Things Fall Away: Philippine Historical Experience and the Makings of Globalization

Neferti X. M. Tadiar

Things Fall Away: Philippine Historical Experience and the Makings of Globalization
Format
Paperback
Publisher
Duke University Press
Country
United States
Published
15 May 2009
Pages
496
ISBN
9780822344469

Things Fall Away: Philippine Historical Experience and the Makings of Globalization

Neferti X. M. Tadiar

In Things Fall Away, Neferti X. M. Tadiar offers a new paradigm for understanding politics and globalization. Her analysis illuminates both the power of Filipino subaltern experience to shape social and economic realities and the critical role of the nation’s writers and poets in that process. Through close readings of poems, short stories, and novels brought into conversation with scholarship in anthropology, sociology, politics, and economics, Tadiar demonstrates how the devalued experiences of the Philippines’ vast subaltern populations-experiences that fall away from the attention of mainstream and progressive accounts of the global capitalist present-help to create the material conditions of social life that feminists, urban activists, and revolutionaries seek to transform. Reading these fallout experiences as vital yet overlooked forms of political agency, Tadiar offers a new and provocative analysis of the unrecognized productive forces at work in global trends such as the growth of migrant domestic labor, the emergence of postcolonial civil society, and the democratization of formerly authoritarian nations.Tadiar treats the historical experiences articulated in feminist, urban protest, and revolutionary literatures of the 1960s-90s as cultural software for the transformation of dominant social relations. She considers feminist literature in relation to the feminization of labor in the 1970s, when between 300,000 and 500,000 prostitutes were working in the areas around U.S. military bases, and in the 1980s and 1990s, when more than five million Filipinas left the country to toil as maids, nannies, nurses, and sex workers. She reads urban protest literature in relation to authoritarian modernization and crony capitalism, and she reevaluates revolutionary literature’s constructions of the heroic revolutionary subject and the messianic masses, probing these social movements’ unexhausted cultural resources for radical change.

This item is not currently in-stock. It can be ordered online and is expected to ship in 7-14 days

Our stock data is updated periodically, and availability may change throughout the day for in-demand items. Please call the relevant shop for the most current stock information. Prices are subject to change without notice.

Sign in or become a Readings Member to add this title to a wishlist.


• What needs to be done: Go through the listing below and list every line with "updated".

• Data for this exercise:
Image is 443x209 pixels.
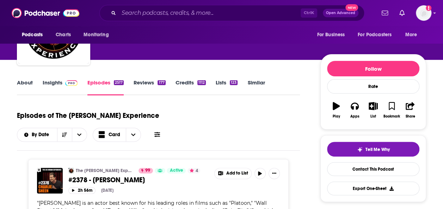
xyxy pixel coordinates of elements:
a: Episodes2517 [87,79,124,96]
span: Open Advanced [326,11,355,15]
img: Podchaser - Follow, Share and Rate Podcasts [12,6,79,20]
button: Sort Direction [57,128,72,142]
a: 99 [139,168,153,174]
button: 4 [188,168,200,174]
span: #2378 - [PERSON_NAME] [68,176,145,185]
div: 1112 [197,80,206,85]
div: Rate [327,79,419,94]
button: Open AdvancedNew [323,9,358,17]
a: InsightsPodchaser Pro [43,79,78,96]
span: Card [109,133,120,137]
button: Show More Button [269,168,280,179]
span: Charts [56,30,71,40]
span: Add to List [226,171,248,176]
a: #2378 - [PERSON_NAME] [68,176,209,185]
div: List [370,115,376,119]
button: Apps [345,98,364,123]
span: 99 [145,167,150,174]
div: 177 [158,80,165,85]
span: Active [170,167,183,174]
button: open menu [17,28,52,42]
button: open menu [353,28,402,42]
span: New [345,4,358,11]
div: Play [333,115,340,119]
div: [DATE] [101,188,113,193]
h1: Episodes of The [PERSON_NAME] Experience [17,111,159,120]
div: 123 [230,80,238,85]
div: Apps [350,115,360,119]
a: The [PERSON_NAME] Experience [76,168,134,174]
img: User Profile [416,5,431,21]
button: Export One-Sheet [327,182,419,196]
a: Reviews177 [134,79,165,96]
span: Ctrl K [301,8,317,18]
a: Charts [51,28,75,42]
a: Lists123 [216,79,238,96]
span: By Date [32,133,51,137]
a: Credits1112 [176,79,206,96]
button: tell me why sparkleTell Me Why [327,142,419,157]
button: Bookmark [382,98,401,123]
div: Share [405,115,415,119]
button: List [364,98,382,123]
h2: Choose List sort [17,128,87,142]
span: For Podcasters [358,30,392,40]
button: Show More Button [215,168,251,179]
img: Podchaser Pro [65,80,78,86]
span: Podcasts [22,30,43,40]
button: 2h 56m [68,188,96,194]
button: Play [327,98,345,123]
span: Monitoring [84,30,109,40]
span: More [405,30,417,40]
button: Show profile menu [416,5,431,21]
img: The Joe Rogan Experience [68,168,74,174]
div: Bookmark [383,115,400,119]
div: Search podcasts, credits, & more... [99,5,364,21]
a: Show notifications dropdown [397,7,407,19]
a: Similar [247,79,265,96]
button: open menu [79,28,118,42]
button: Share [401,98,419,123]
span: Logged in as headlandconsultancy [416,5,431,21]
input: Search podcasts, credits, & more... [119,7,301,19]
a: About [17,79,33,96]
img: tell me why sparkle [357,147,363,153]
button: open menu [17,133,57,137]
span: For Business [317,30,345,40]
button: Choose View [93,128,141,142]
button: open menu [72,128,87,142]
svg: Add a profile image [426,5,431,11]
button: open menu [400,28,426,42]
a: Active [167,168,186,174]
span: Tell Me Why [365,147,390,153]
a: Show notifications dropdown [379,7,391,19]
a: Contact This Podcast [327,162,419,176]
button: open menu [312,28,354,42]
img: #2378 - Charlie Sheen [37,168,63,194]
div: 2517 [114,80,124,85]
button: Follow [327,61,419,76]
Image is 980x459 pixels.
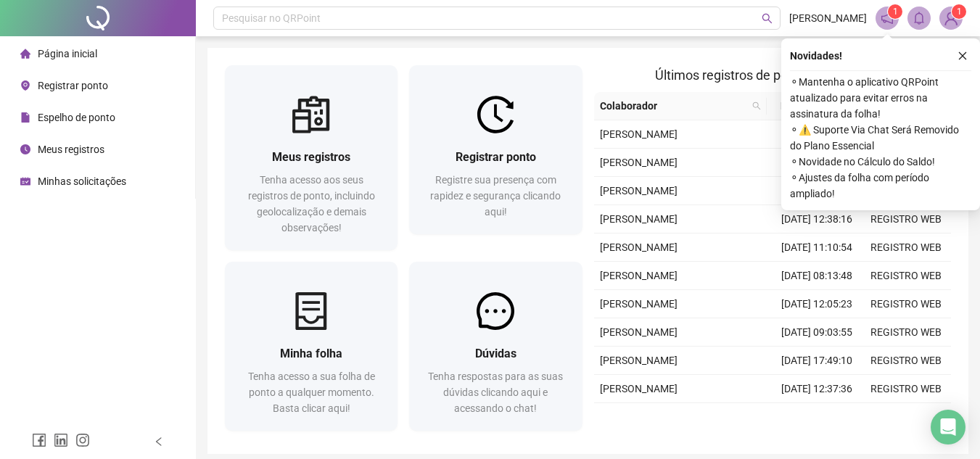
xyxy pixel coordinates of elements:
td: [DATE] 11:14:18 [773,120,862,148]
td: [DATE] 08:13:48 [773,262,862,290]
span: instagram [76,433,90,448]
span: [PERSON_NAME] [600,298,678,310]
span: Registre sua presença com rapidez e segurança clicando aqui! [430,174,561,217]
span: Registrar ponto [456,150,536,164]
span: file [20,112,30,123]
span: [PERSON_NAME] [600,382,678,395]
td: REGISTRO WEB [862,233,952,262]
span: Tenha respostas para as suas dúvidas clicando aqui e acessando o chat! [428,370,563,414]
span: ⚬ ⚠️ Suporte Via Chat Será Removido do Plano Essencial [790,122,971,154]
span: clock-circle [20,144,30,155]
span: Página inicial [38,48,97,60]
span: [PERSON_NAME] [789,10,868,26]
span: 1 [893,7,899,17]
td: REGISTRO WEB [862,290,952,318]
td: REGISTRO WEB [862,262,952,290]
span: search [749,95,765,117]
td: [DATE] 12:37:36 [773,375,862,403]
td: REGISTRO WEB [862,318,952,347]
span: ⚬ Ajustes da folha com período ampliado! [790,170,971,201]
span: linkedin [54,433,68,448]
span: ⚬ Mantenha o aplicativo QRPoint atualizado para evitar erros na assinatura da folha! [790,74,971,122]
span: [PERSON_NAME] [600,213,678,225]
td: [DATE] 08:15:36 [773,148,862,177]
span: Dúvidas [475,347,517,361]
td: [DATE] 17:49:10 [773,347,862,375]
span: [PERSON_NAME] [600,327,678,338]
td: REGISTRO WEB [862,347,952,375]
a: DúvidasTenha respostas para as suas dúvidas clicando aqui e acessando o chat! [409,262,582,431]
span: Tenha acesso a sua folha de ponto a qualquer momento. Basta clicar aqui! [249,370,375,414]
span: [PERSON_NAME] [600,354,678,366]
td: [DATE] 11:10:54 [773,233,862,262]
span: [PERSON_NAME] [600,242,678,253]
td: REGISTRO WEB [862,403,952,432]
span: [PERSON_NAME] [600,185,678,196]
span: environment [20,80,30,91]
span: Tenha acesso aos seus registros de ponto, incluindo geolocalização e demais observações! [249,174,375,233]
img: 84436 [940,8,962,29]
span: search [752,101,761,110]
td: REGISTRO WEB [862,375,952,403]
div: Open Intercom Messenger [931,410,966,445]
span: search [762,13,773,24]
span: Minhas solicitações [38,176,127,187]
span: Últimos registros de ponto sincronizados [655,67,889,83]
sup: 1 [888,5,903,19]
a: Meus registrosTenha acesso aos seus registros de ponto, incluindo geolocalização e demais observa... [225,65,398,250]
span: facebook [32,433,46,448]
span: Espelho de ponto [38,111,115,124]
span: ⚬ Novidade no Cálculo do Saldo! [790,154,971,170]
span: Meus registros [38,144,105,155]
span: 1 [957,7,962,17]
th: Data/Hora [767,93,853,120]
span: left [154,436,164,447]
span: bell [913,11,926,25]
sup: Atualize o seu contato no menu Meus Dados [952,5,967,19]
a: Registrar pontoRegistre sua presença com rapidez e segurança clicando aqui! [409,65,582,234]
span: Meus registros [272,150,351,164]
span: [PERSON_NAME] [600,157,678,168]
td: [DATE] 12:38:16 [773,205,862,233]
td: [DATE] 09:03:55 [773,318,862,347]
span: home [20,48,30,59]
span: notification [881,11,894,25]
span: Data/Hora [773,98,836,114]
span: close [958,51,968,60]
span: [PERSON_NAME] [600,128,678,140]
span: Novidades ! [790,48,842,64]
td: REGISTRO WEB [862,205,952,233]
td: [DATE] 17:39:48 [773,177,862,205]
span: Registrar ponto [38,79,108,92]
span: schedule [20,177,30,186]
span: Minha folha [280,347,342,361]
span: Colaborador [600,98,748,114]
span: [PERSON_NAME] [600,270,678,281]
td: [DATE] 11:10:49 [773,403,862,432]
td: [DATE] 12:05:23 [773,290,862,318]
a: Minha folhaTenha acesso a sua folha de ponto a qualquer momento. Basta clicar aqui! [225,262,398,431]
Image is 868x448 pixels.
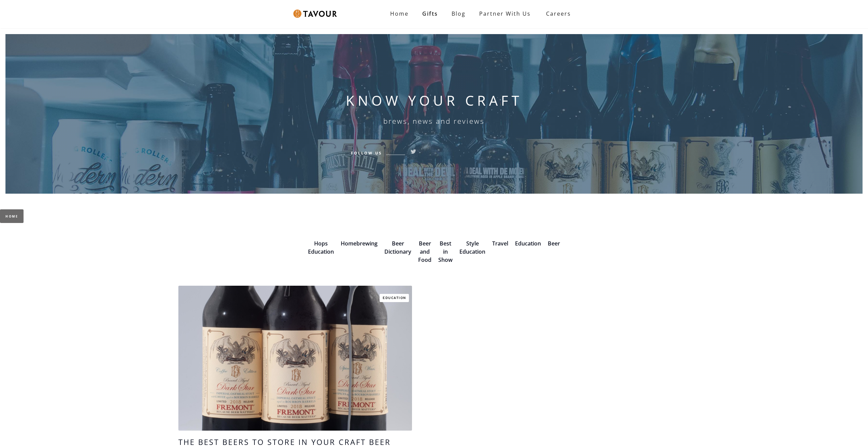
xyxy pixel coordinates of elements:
[341,239,378,247] a: Homebrewing
[383,7,415,21] a: Home
[492,239,508,247] a: Travel
[515,239,541,247] a: Education
[350,150,382,155] h6: Follow Us
[438,239,453,264] a: Best in Show
[384,239,411,256] a: Beer Dictionary
[444,7,472,21] a: Blog
[308,239,333,256] a: Hops Education
[390,10,408,17] strong: Home
[537,5,575,23] a: Careers
[547,239,560,247] a: Beer
[472,7,537,21] a: Partner with Us
[415,7,444,21] a: Gifts
[379,294,409,302] a: Education
[383,117,484,126] h6: brews, news and reviews
[418,239,431,264] a: Beer and Food
[459,239,485,256] a: Style Education
[346,92,522,108] h1: KNOW YOUR CRAFT
[546,7,571,21] strong: Careers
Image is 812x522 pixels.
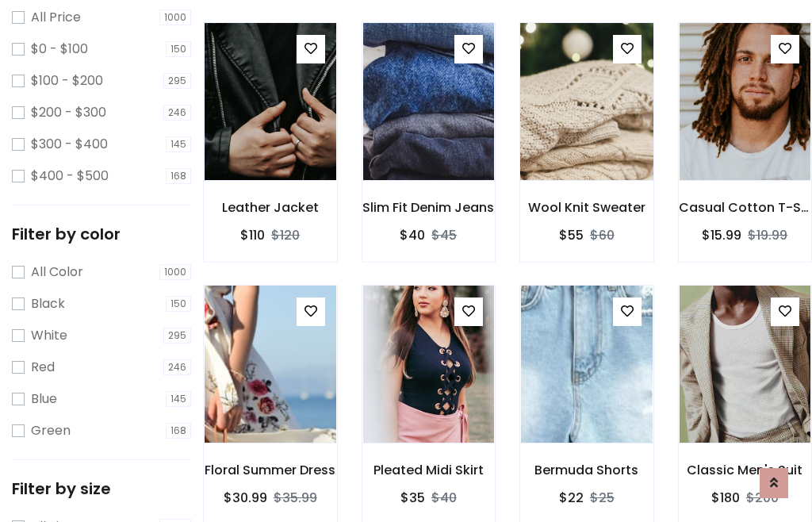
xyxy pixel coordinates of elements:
span: 145 [166,390,191,406]
label: Black [31,294,65,313]
span: 150 [166,41,191,57]
h6: $15.99 [702,227,741,243]
label: White [31,326,67,345]
label: $200 - $300 [31,103,107,122]
h6: $40 [399,227,425,243]
h6: $22 [559,490,584,505]
h6: Slim Fit Denim Jeans [363,200,495,215]
span: 295 [163,328,191,343]
del: $200 [746,488,778,507]
h5: Filter by color [12,225,191,244]
label: All Color [31,262,83,281]
h6: $55 [559,227,584,243]
span: 150 [166,295,191,312]
h6: Wool Knit Sweater [520,200,654,215]
label: All Price [31,8,81,27]
del: $25 [590,488,614,507]
span: 246 [163,105,191,121]
span: 145 [166,136,191,152]
label: Red [31,357,55,377]
del: $45 [432,226,457,244]
h6: Leather Jacket [204,200,337,215]
h6: $110 [240,227,265,243]
label: Blue [31,389,57,408]
h6: Classic Men's Suit [679,462,812,477]
label: $0 - $100 [31,39,88,59]
span: 168 [166,423,191,439]
span: 168 [166,168,191,184]
label: $300 - $400 [31,135,107,154]
del: $40 [432,488,457,507]
h6: Bermuda Shorts [520,462,654,477]
span: 1000 [159,10,191,25]
h6: $35 [400,490,425,505]
h6: Floral Summer Dress [204,462,337,477]
del: $120 [271,226,300,244]
h6: Casual Cotton T-Shirt [679,200,812,215]
label: $400 - $500 [31,167,108,185]
span: 246 [163,359,191,375]
del: $35.99 [273,488,317,507]
h5: Filter by size [12,479,191,498]
span: 295 [163,73,191,89]
h6: Pleated Midi Skirt [363,462,495,477]
label: $100 - $200 [31,72,103,90]
span: 1000 [159,264,191,280]
del: $60 [590,226,614,244]
label: Green [31,421,71,440]
h6: $180 [711,490,739,505]
h6: $30.99 [224,490,267,505]
del: $19.99 [748,226,787,244]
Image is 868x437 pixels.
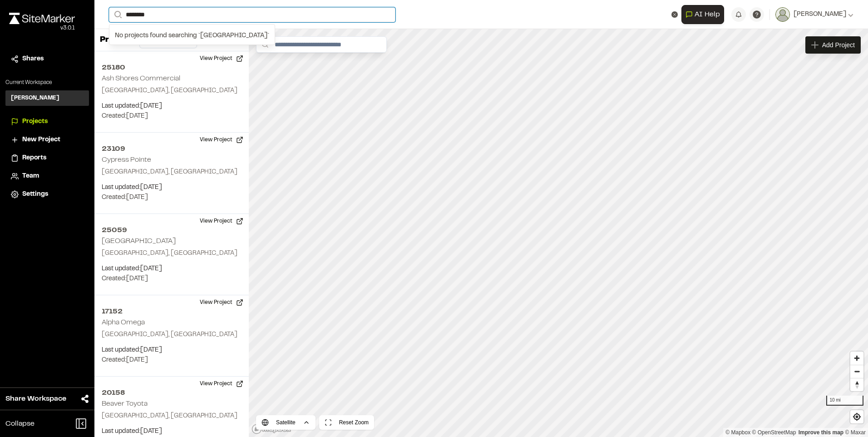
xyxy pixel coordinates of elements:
button: Clear text [671,11,678,18]
p: [GEOGRAPHIC_DATA], [GEOGRAPHIC_DATA] [101,167,241,177]
canvas: Map [249,29,868,437]
button: View Project [194,52,249,66]
h3: [PERSON_NAME] [11,94,59,102]
p: Last updated: [DATE] [101,426,241,436]
button: View Project [194,377,249,391]
p: Created: [DATE] [101,355,241,365]
span: Zoom out [850,365,863,378]
p: Last updated: [DATE] [101,264,241,274]
p: Projects [100,34,134,46]
span: AI Help [695,9,720,20]
img: rebrand.png [9,13,75,24]
a: OpenStreetMap [752,429,796,436]
a: Shares [11,54,83,64]
p: Created: [DATE] [101,192,241,202]
span: Collapse [5,418,35,429]
a: Team [11,171,83,181]
span: New Project [22,135,60,145]
p: [GEOGRAPHIC_DATA], [GEOGRAPHIC_DATA] [101,411,241,421]
h2: 17152 [101,306,241,317]
div: No projects found searching ` [GEOGRAPHIC_DATA] ` [110,27,274,45]
p: [GEOGRAPHIC_DATA], [GEOGRAPHIC_DATA] [101,330,241,340]
a: Mapbox logo [251,424,291,434]
div: Open AI Assistant [681,5,727,24]
button: Reset bearing to north [850,378,863,391]
a: Reports [11,153,83,163]
h2: Beaver Toyota [101,401,148,407]
span: [PERSON_NAME] [794,9,846,19]
p: Last updated: [DATE] [101,101,241,111]
div: 10 mi [826,395,863,406]
button: Reset Zoom [319,415,374,430]
a: Map feedback [798,429,843,436]
span: Shares [22,54,43,64]
button: View Project [194,214,249,229]
a: Projects [11,117,83,127]
a: Maxar [845,429,866,436]
button: Find my location [850,410,863,424]
h2: [GEOGRAPHIC_DATA] [101,238,176,245]
p: [GEOGRAPHIC_DATA], [GEOGRAPHIC_DATA] [101,249,241,259]
span: Share Workspace [5,394,66,404]
button: [PERSON_NAME] [775,7,853,22]
button: Zoom in [850,351,863,365]
a: New Project [11,135,83,145]
p: Last updated: [DATE] [101,345,241,355]
span: Team [22,171,39,181]
h2: 25059 [101,225,241,236]
img: User [775,7,789,22]
a: Settings [11,189,83,199]
span: Projects [22,117,47,127]
p: Created: [DATE] [101,111,241,121]
a: Mapbox [725,429,750,436]
h2: 25180 [101,62,241,73]
button: Open AI Assistant [681,5,724,24]
p: Created: [DATE] [101,274,241,284]
span: Settings [22,189,48,199]
span: Reset bearing to north [850,378,863,391]
h2: Ash Shores Commercial [101,76,180,82]
h2: Alpha Omega [101,319,145,326]
span: Add Project [822,40,855,49]
button: Satellite [256,415,315,430]
h2: 23109 [101,144,241,154]
p: Last updated: [DATE] [101,182,241,192]
p: [GEOGRAPHIC_DATA], [GEOGRAPHIC_DATA] [101,86,241,96]
p: Current Workspace [5,79,89,87]
button: Search [109,7,125,22]
button: View Project [194,133,249,147]
button: View Project [194,295,249,310]
span: Reports [22,153,46,163]
h2: 20158 [101,388,241,398]
h2: Cypress Pointe [101,157,151,163]
div: Oh geez...please don't... [9,24,75,32]
button: Zoom out [850,365,863,378]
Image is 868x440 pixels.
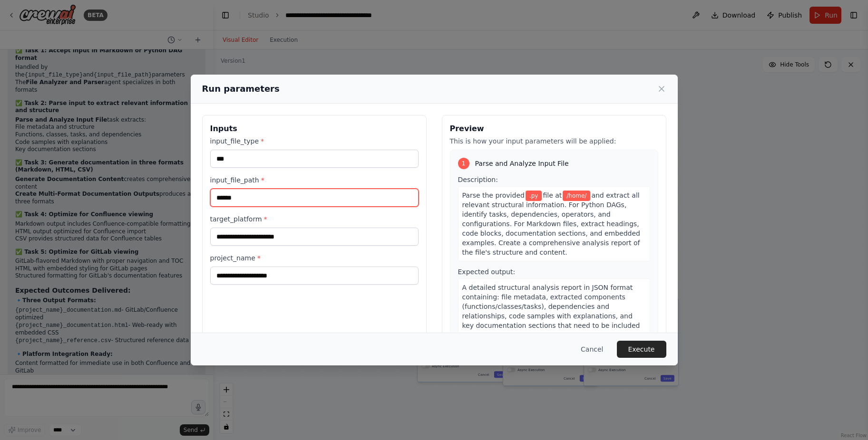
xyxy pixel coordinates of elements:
[462,283,640,339] span: A detailed structural analysis report in JSON format containing: file metadata, extracted compone...
[210,175,418,185] label: input_file_path
[450,123,658,135] h3: Preview
[475,159,569,169] span: Parse and Analyze Input File
[562,191,590,201] span: Variable: input_file_path
[458,176,498,183] span: Description:
[526,191,542,201] span: Variable: input_file_type
[210,123,418,135] h3: Inputs
[542,192,562,199] span: file at
[617,341,666,358] button: Execute
[450,137,658,146] p: This is how your input parameters will be applied:
[210,214,418,224] label: target_platform
[202,82,280,95] h2: Run parameters
[462,192,640,256] span: and extract all relevant structural information. For Python DAGs, identify tasks, dependencies, o...
[573,341,611,358] button: Cancel
[210,253,418,263] label: project_name
[458,268,516,276] span: Expected output:
[462,192,525,199] span: Parse the provided
[458,158,470,170] div: 1
[210,137,418,146] label: input_file_type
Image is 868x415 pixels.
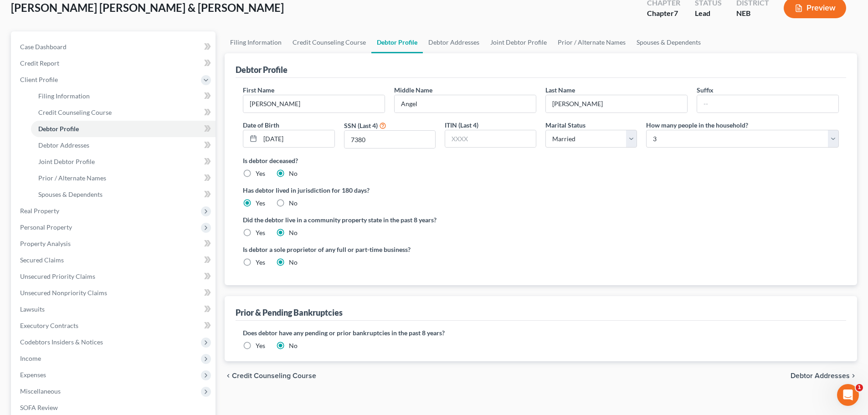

• Answer to this exercise:
p: Last updated: [DATE] [101,426,241,436]
p: Last updated: [DATE] [101,264,241,274]
p: Last updated: [DATE] [101,101,241,111]
p: Last updated: [DATE] [101,345,241,355]
p: Last updated: [DATE] [101,182,241,192]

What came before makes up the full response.